The ardent space gamer will tear into this game and crunch through all the scenarios like it’s nothing. But how does it work with the average gamer that’s only just now testing the wargame waters…?
Well I’ll tell you, the opening scenario which starts in media res tells you everything you need to know about how the Terrans can pull off awesome decisive victories by using their battery power to steal the initiative at an opportune moment. I didn’t notice it before, but it also backs the game up after that and demos how the Talon can use their afterburners to move into position to deal a deathblow before the Terrans can steal the initiative.
Unfortunately, to someone that only just barely grasps how to move and shoot, this is a little bit deep. Which means that in a followup with scenario #2 you’re liable to get another demonstration of those same tactics. That’s what you see pictured here: two Talon cruisers about to afterburn into position for two ideal range-2 shots with their disruptors. Of course the Terran pictured here isn’t going to get his torpedo into arc even if he powered through the turn before the Talon move. But hey– swooping in for the kill on afterburners is just what you do when you play the inscrutably evil Talon!

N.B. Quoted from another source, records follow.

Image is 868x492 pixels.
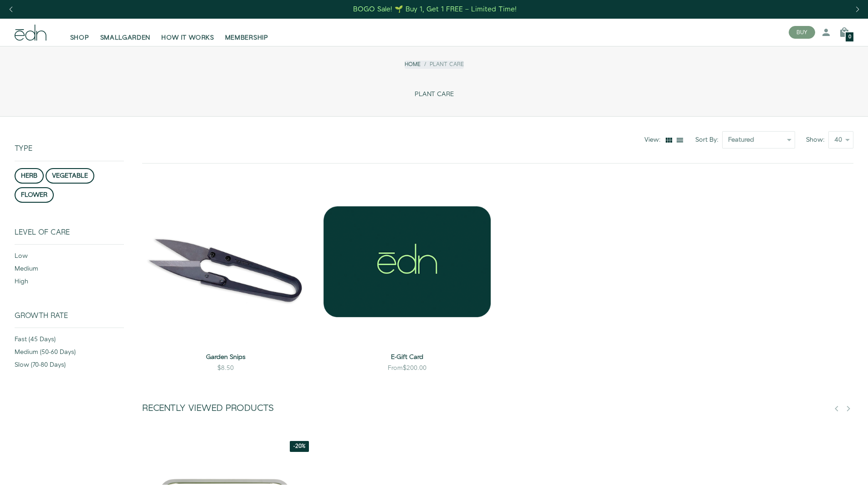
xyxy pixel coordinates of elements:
a: Garden Snips [142,352,309,362]
label: Show: [807,135,828,144]
div: medium (50-60 days) [15,348,124,360]
nav: breadcrumbs [405,61,464,69]
a: BOGO Sale! 🌱 Buy 1, Get 1 FREE – Limited Time! [352,3,517,17]
img: Garden Snips [142,178,309,345]
a: SHOP [65,22,95,42]
div: $8.50 [217,364,234,373]
div: Level of Care [15,228,124,244]
div: Growth Rate [15,312,124,328]
a: Home [405,61,421,69]
div: slow (70-80 days) [15,360,124,373]
span: HOW IT WORKS [162,33,213,42]
button: flower [15,187,54,203]
span: 0 [849,34,851,40]
h3: Recently Viewed Products [142,404,828,414]
button: previous [832,403,843,414]
div: View: [644,135,664,144]
span: $200.00 [403,364,426,373]
img: E-Gift Card [323,178,490,345]
a: HOW IT WORKS [156,22,219,42]
div: medium [15,264,124,277]
li: Plant Care [421,61,464,69]
div: low [15,251,124,264]
button: next [843,403,854,414]
div: fast (45 days) [15,335,124,348]
label: Sort By: [696,135,722,144]
div: From [387,364,426,373]
span: SMALLGARDEN [100,33,151,42]
a: SMALLGARDEN [95,22,156,42]
span: MEMBERSHIP [225,33,269,42]
span: -20% [293,444,306,449]
span: SHOP [70,33,90,42]
button: herb [15,168,44,184]
div: Type [15,117,124,161]
div: BOGO Sale! 🌱 Buy 1, Get 1 FREE – Limited Time! [353,4,517,14]
a: E-Gift Card [323,352,490,362]
button: vegetable [46,168,94,184]
div: high [15,277,124,290]
span: PLANT CARE [415,90,454,98]
a: MEMBERSHIP [220,22,274,42]
button: BUY [789,26,815,39]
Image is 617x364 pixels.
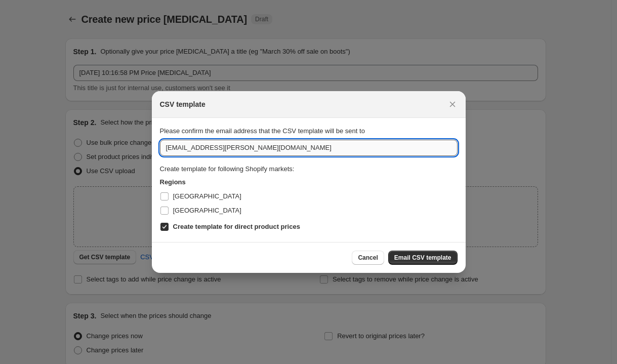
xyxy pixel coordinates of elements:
[388,251,458,265] button: Email CSV template
[160,177,458,187] h3: Regions
[394,253,451,261] span: Email CSV template
[446,97,460,111] button: Close
[173,223,300,230] b: Create template for direct product prices
[160,164,458,174] div: Create template for following Shopify markets:
[173,206,242,214] span: [GEOGRAPHIC_DATA]
[352,251,384,265] button: Cancel
[160,99,205,109] h2: CSV template
[173,192,242,200] span: [GEOGRAPHIC_DATA]
[358,253,378,261] span: Cancel
[160,127,365,134] span: Please confirm the email address that the CSV template will be sent to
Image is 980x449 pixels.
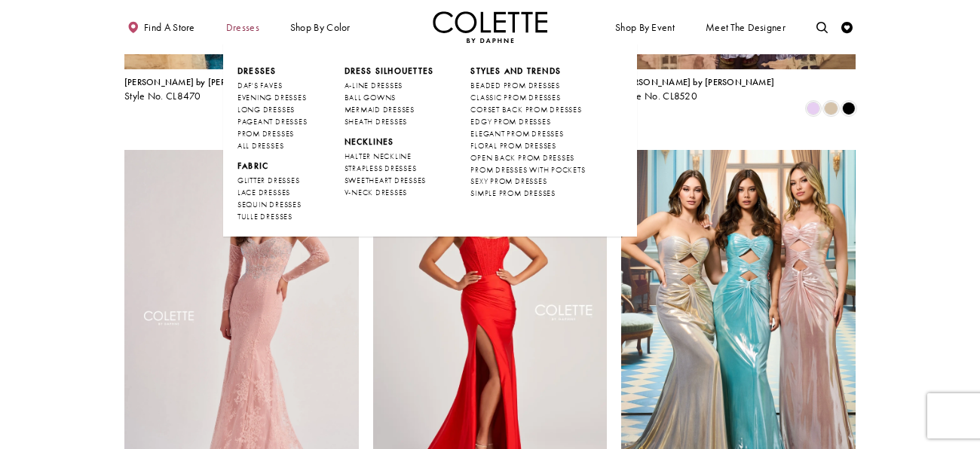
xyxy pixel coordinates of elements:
[471,80,586,92] a: BEADED PROM DRESSES
[345,66,434,76] span: DRESS SILHOUETTES
[290,22,351,33] span: Shop by color
[433,11,548,43] img: Colette by Daphne
[839,11,856,43] a: Check Wishlist
[237,199,307,211] a: SEQUIN DRESSES
[237,141,283,151] span: ALL DRESSES
[471,152,586,165] a: OPEN BACK PROM DRESSES
[237,212,293,222] span: TULLE DRESSES
[237,200,301,210] span: SEQUIN DRESSES
[471,116,586,128] a: EDGY PROM DRESSES
[471,165,586,176] a: PROM DRESSES WITH POCKETS
[471,140,586,152] a: FLORAL PROM DRESSES
[843,102,856,116] i: Black
[345,163,434,175] a: STRAPLESS DRESSES
[471,176,547,186] span: SEXY PROM DRESSES
[237,104,295,115] span: LONG DRESSES
[345,104,434,116] a: MERMAID DRESSES
[237,116,307,128] a: PAGEANT DRESSES
[471,153,574,163] span: OPEN BACK PROM DRESSES
[345,93,396,103] span: BALL GOWNS
[471,117,551,127] span: EDGY PROM DRESSES
[471,187,586,200] a: SIMPLE PROM DRESSES
[471,66,561,76] span: STYLES AND TRENDS
[345,104,415,115] span: MERMAID DRESSES
[471,176,586,187] a: SEXY PROM DRESSES
[237,187,290,198] span: LACE DRESSES
[613,11,677,43] span: Shop By Event
[345,81,404,90] span: A-LINE DRESSES
[237,211,307,223] a: TULLE DRESSES
[703,11,789,43] a: Meet the designer
[471,93,560,103] span: CLASSIC PROM DRESSES
[226,22,260,33] span: Dresses
[345,187,434,199] a: V-NECK DRESSES
[345,136,434,148] span: NECKLINES
[825,102,838,116] i: Gold Dust
[813,11,831,43] a: Toggle search
[433,11,548,43] a: Visit Home Page
[471,81,559,90] span: BEADED PROM DRESSES
[237,128,307,140] a: PROM DRESSES
[124,76,278,88] span: [PERSON_NAME] by [PERSON_NAME]
[706,22,786,33] span: Meet the designer
[345,116,434,128] a: SHEATH DRESSES
[237,92,307,104] a: EVENING DRESSES
[471,141,555,151] span: FLORAL PROM DRESSES
[621,78,775,102] div: Colette by Daphne Style No. CL8520
[237,187,307,199] a: LACE DRESSES
[237,80,307,92] a: DAF'S FAVES
[621,76,775,88] span: [PERSON_NAME] by [PERSON_NAME]
[237,175,307,187] a: GLITTER DRESSES
[124,89,201,103] span: Style No. CL8470
[237,117,307,127] span: PAGEANT DRESSES
[471,92,586,104] a: CLASSIC PROM DRESSES
[616,22,675,33] span: Shop By Event
[287,11,353,43] span: Shop by color
[345,176,426,185] span: SWEETHEART DRESSES
[621,89,698,103] span: Style No. CL8520
[471,104,582,115] span: CORSET BACK PROM DRESSES
[237,140,307,152] a: ALL DRESSES
[471,188,555,199] span: SIMPLE PROM DRESSES
[471,66,586,77] span: STYLES AND TRENDS
[345,80,434,92] a: A-LINE DRESSES
[471,128,586,140] a: ELEGANT PROM DRESSES
[345,117,408,127] span: SHEATH DRESSES
[237,161,307,172] span: FABRIC
[345,66,434,77] span: DRESS SILHOUETTES
[345,175,434,187] a: SWEETHEART DRESSES
[237,81,282,90] span: DAF'S FAVES
[345,164,417,173] span: STRAPLESS DRESSES
[471,165,586,175] span: PROM DRESSES WITH POCKETS
[237,104,307,116] a: LONG DRESSES
[471,129,563,138] span: ELEGANT PROM DRESSES
[144,22,195,33] span: Find a store
[237,161,268,171] span: FABRIC
[237,66,307,77] span: Dresses
[237,176,299,185] span: GLITTER DRESSES
[223,11,263,43] span: Dresses
[345,187,408,198] span: V-NECK DRESSES
[807,102,821,116] i: Lilac
[345,136,394,147] span: NECKLINES
[345,92,434,104] a: BALL GOWNS
[471,104,586,116] a: CORSET BACK PROM DRESSES
[237,129,294,138] span: PROM DRESSES
[345,151,434,163] a: HALTER NECKLINE
[124,78,278,102] div: Colette by Daphne Style No. CL8470
[237,93,306,103] span: EVENING DRESSES
[345,152,411,161] span: HALTER NECKLINE
[124,11,198,43] a: Find a store
[237,66,277,76] span: Dresses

My victim– er, opponent I mean– had elected to split up his forces. I offered to reboot the scenario with this first demoralizing explosion of space death, but he wanted to see how it played out. Could the cruiser’s wingman avenge his fallen comrade? The acceleration rules got a real workout as the angry Terran blew across the board, weapons hot. My Talon had no weapons charged at all, so they elected to beat it, even using their last afterburner to postpone the reckoning for another turn.
Things got dicey when the remaining Terran captain elected to take a risky torpedo shot at range three. He hit, knocking down my rear shield and doing a hull hit. If he could close in just one more hex, his phasers would be able to eat me up, possibly doing a critical! Not good. This is where we had our one rules dispute emerge: on his next move, he wanted to sideslip over one hex… and then move again in order to set up the shot. Alas, a sideslip is not a double move in Talon, so that plan didn’t work out.

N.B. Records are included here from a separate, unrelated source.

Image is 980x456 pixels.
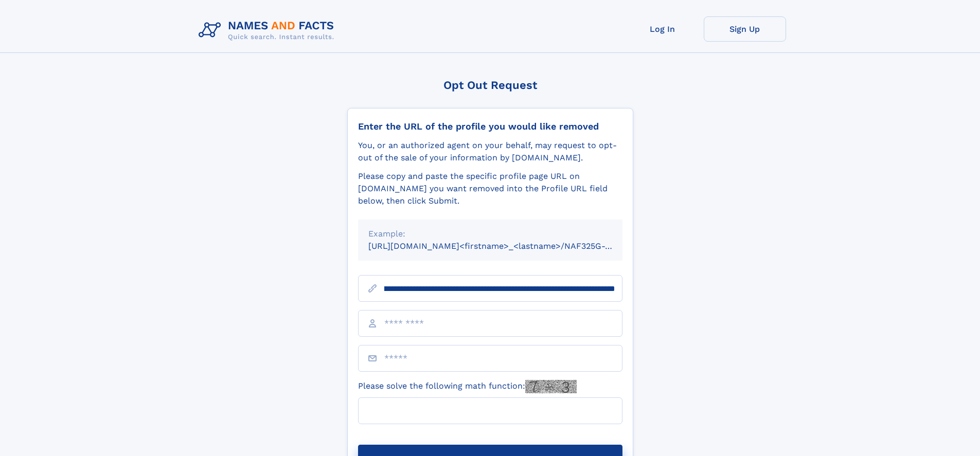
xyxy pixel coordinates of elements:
[358,170,622,207] div: Please copy and paste the specific profile page URL on [DOMAIN_NAME] you want removed into the Pr...
[358,140,622,164] div: You, or an authorized agent on your behalf, may request to opt-out of the sale of your informatio...
[194,16,343,45] img: Logo Names and Facts
[358,380,576,394] label: Please solve the following math function:
[369,241,642,251] small: [URL][DOMAIN_NAME]<firstname>_<lastname>/NAF325G-xxxxxxxx
[358,121,622,132] div: Enter the URL of the profile you would like removed
[704,16,786,41] a: Sign Up
[369,228,612,240] div: Example:
[347,79,633,91] div: Opt Out Request
[622,16,704,41] a: Log In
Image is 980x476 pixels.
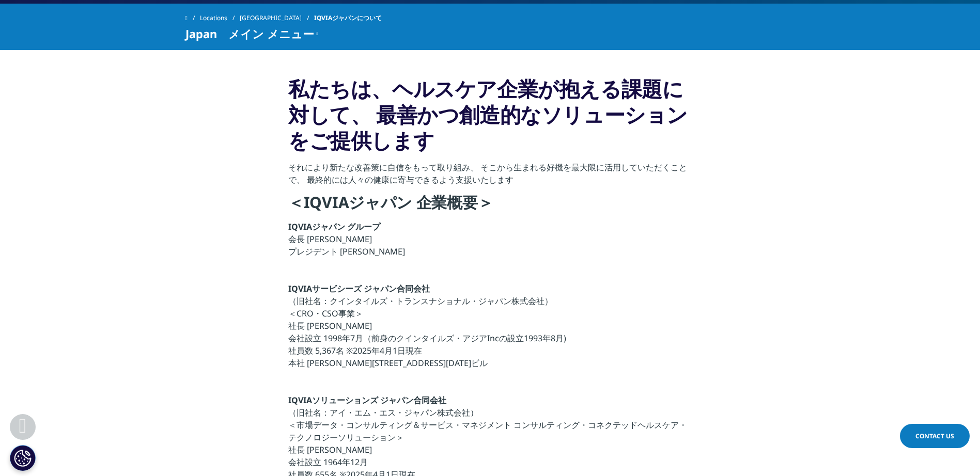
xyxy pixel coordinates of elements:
a: Locations [200,9,240,27]
span: Japan メイン メニュー [186,27,314,40]
p: （旧社名：クインタイルズ・トランスナショナル・ジャパン株式会社） ＜CRO・CSO事業＞ 社長 [PERSON_NAME] 会社設立 1998年7月（前身のクインタイルズ・アジアIncの設立19... [288,282,692,375]
span: IQVIAジャパンについて [314,9,381,27]
p: それにより新たな改善策に自信をもって取り組み、 そこから生まれる好機を最大限に活用していただくことで、 最終的には人々の健康に寄与できるよう支援いたします [288,161,692,192]
p: 会長 [PERSON_NAME] プレジデント [PERSON_NAME] [288,220,692,264]
h3: 私たちは、ヘルスケア企業が抱える課題に対して、 最善かつ創造的なソリューションをご提供します [288,76,692,161]
h4: ＜IQVIAジャパン 企業概要＞ [288,192,692,220]
a: Contact Us [900,424,970,448]
strong: IQVIAソリューションズ ジャパン合同会社 [288,394,446,406]
strong: IQVIAジャパン グループ [288,221,380,233]
span: Contact Us [915,432,954,441]
strong: IQVIAサービシーズ ジャパン合同会社 [288,283,430,294]
a: [GEOGRAPHIC_DATA] [240,9,314,27]
button: Cookie 設定 [10,445,35,471]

When my disruptors finally charged up again, the question became… could I bring them to bear before the faster Terran ship could get away and recharge? Well I’ll say that whatever it is that makes real life fighter combat work is not intuitive. My opponent zigged when he should have zagged… and that made it possible for me to just barely get a shot with one ship at range two and the other at range three.

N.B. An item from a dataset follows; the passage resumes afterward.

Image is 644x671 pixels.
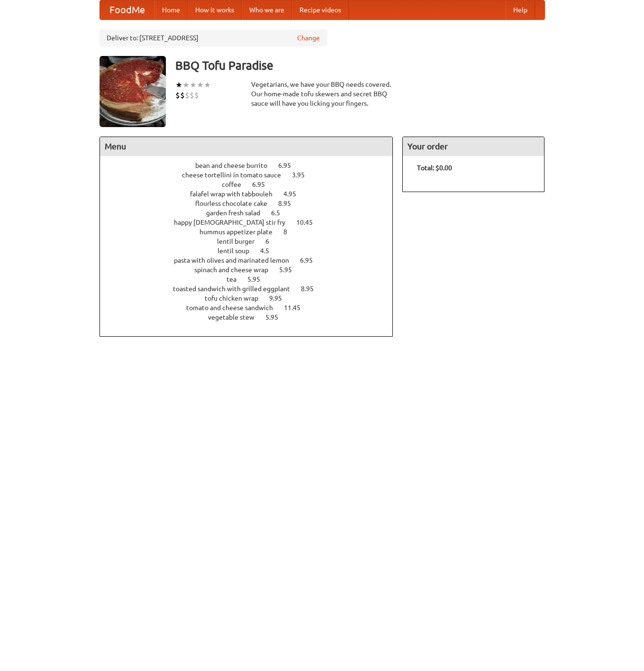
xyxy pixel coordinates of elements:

Space game teachers the world over have long taught that you should always let the new guy win. I’ve been far less sanguine about that ever since a Frenchman pulled the trick of losing badly in chess only to utterly crush me in the rematch. My philosophy is to play as well as possible in order to convey the standard tactics of the system. Of course, the question in a situation like this isn’t whether or not the new guy wants to play Talon. The idea is to find out which particular brand of soul-crushing defeat is his destiny: the Commands & Colors kind, the G.E.V. kind, the Space Empires kind, or the Wizard Kings kind?! Or rather… what kind of combination of theme and resolution is this person’s “jam”??
And hey… if my tactical brilliance really is that astonishing, then I can still call it a win if we end up kicking back a few hours with Gregory Smith’s solitaire sub game The Hunters. Because with first rate games like these, even a no win situation is a winning hand.